My lips pressed together.

"You warned ," I said. "And I still went ahead. Is that why I’m here?"

She didn’t deny it.

"You didn’t listen," she continued. "And because of that, consequences will co. Not just to you. But for everyone around you..."

A chill crept through .

"But," she added, causing my breath to bate. "Your ability to do your best—to save what remains of the world from the chaos ahead—will depend on this."

"On what?" I demanded.

She finally t my gaze fully. "On relying on your friends," she said. "And not barreling into things alone."

The words hit harder than I expected. Was this about the Queen?

About my plan to kill her?

Doubt flickered. Maybe I should have listened to El. Maybe this reckless montum I kept throwing myself into would finally destroy more than just .

The woman sighed softly, almost amused. "You never listen," she said. "Even now... not even with the additional life force in you—the one called El."

My jaw tightened. "What do you know about El?" I snapped.

But she was already turning away.

Her form began to dissolve back into the dust, her voice drifting behind her like an echo fading down a long corridor. "Rember all I’ve said, Sage."

"Wait—" I tried to call after her.

Sothing tapped my shoulder.

I startled violently, the gray void collapsing inward as darkness swallowed whole.

When I opened my eyes again, I was staring straight into Diana’s.

"Sage!" she exclaid, relief flooding her features as she pulled into a fierce hug.

I gasped, air rushing back into my lungs like I’d been drowning. My body felt heavy, solid again, painfully real. I clung to her for a second longer than necessary before clearing my throat and easing back.

"I’m fine," I said automatically, though my voice sounded thin even to .

I straightened in the chair, then stood abruptly, moving on instinct. I hugged Peter first, then Laura, then Diana again, grounding myself in their warmth, their reality.

When we finally sat, pleasantries were exchanged—but Laura was watching too closely.

"Sage," she said gently, "what’s going on?"

I blinked. "What do you an?"

"You look shaky," she replied. "And... distant."

Before I could answer, she frowned. "Why didn’t you co to the eting the Queen called? Or weren’t you aware?"

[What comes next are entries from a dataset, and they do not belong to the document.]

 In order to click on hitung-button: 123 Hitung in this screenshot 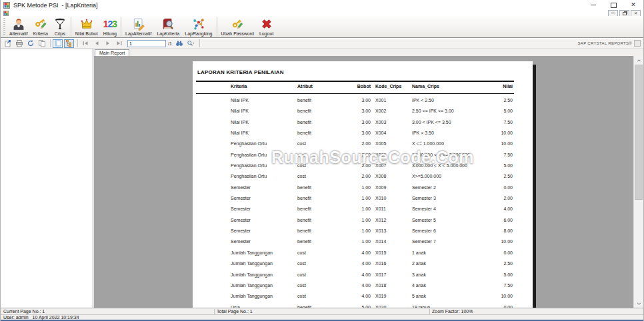, I will do `click(110, 27)`.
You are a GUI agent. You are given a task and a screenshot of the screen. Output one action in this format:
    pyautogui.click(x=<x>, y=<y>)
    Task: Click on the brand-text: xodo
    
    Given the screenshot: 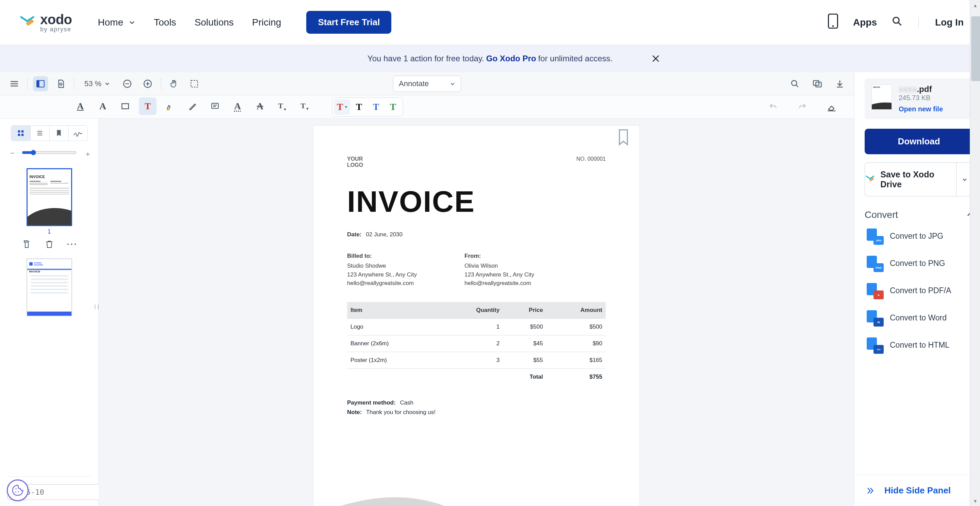 What is the action you would take?
    pyautogui.click(x=56, y=19)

My head snapped up. "A eting about?"

Diana clapped her hands together, excitent bubbling over. "It was huge," she said. "The Queen said the Lycan kings sent papers for us to surrender."

I stared at her. "Surrender?"

"Yes! You can imagine their guts..." Diana continued. "Apparently they demanded a witch for their yearly sports, and when she refused, this happened. So we’re attacking the pack tomorrow."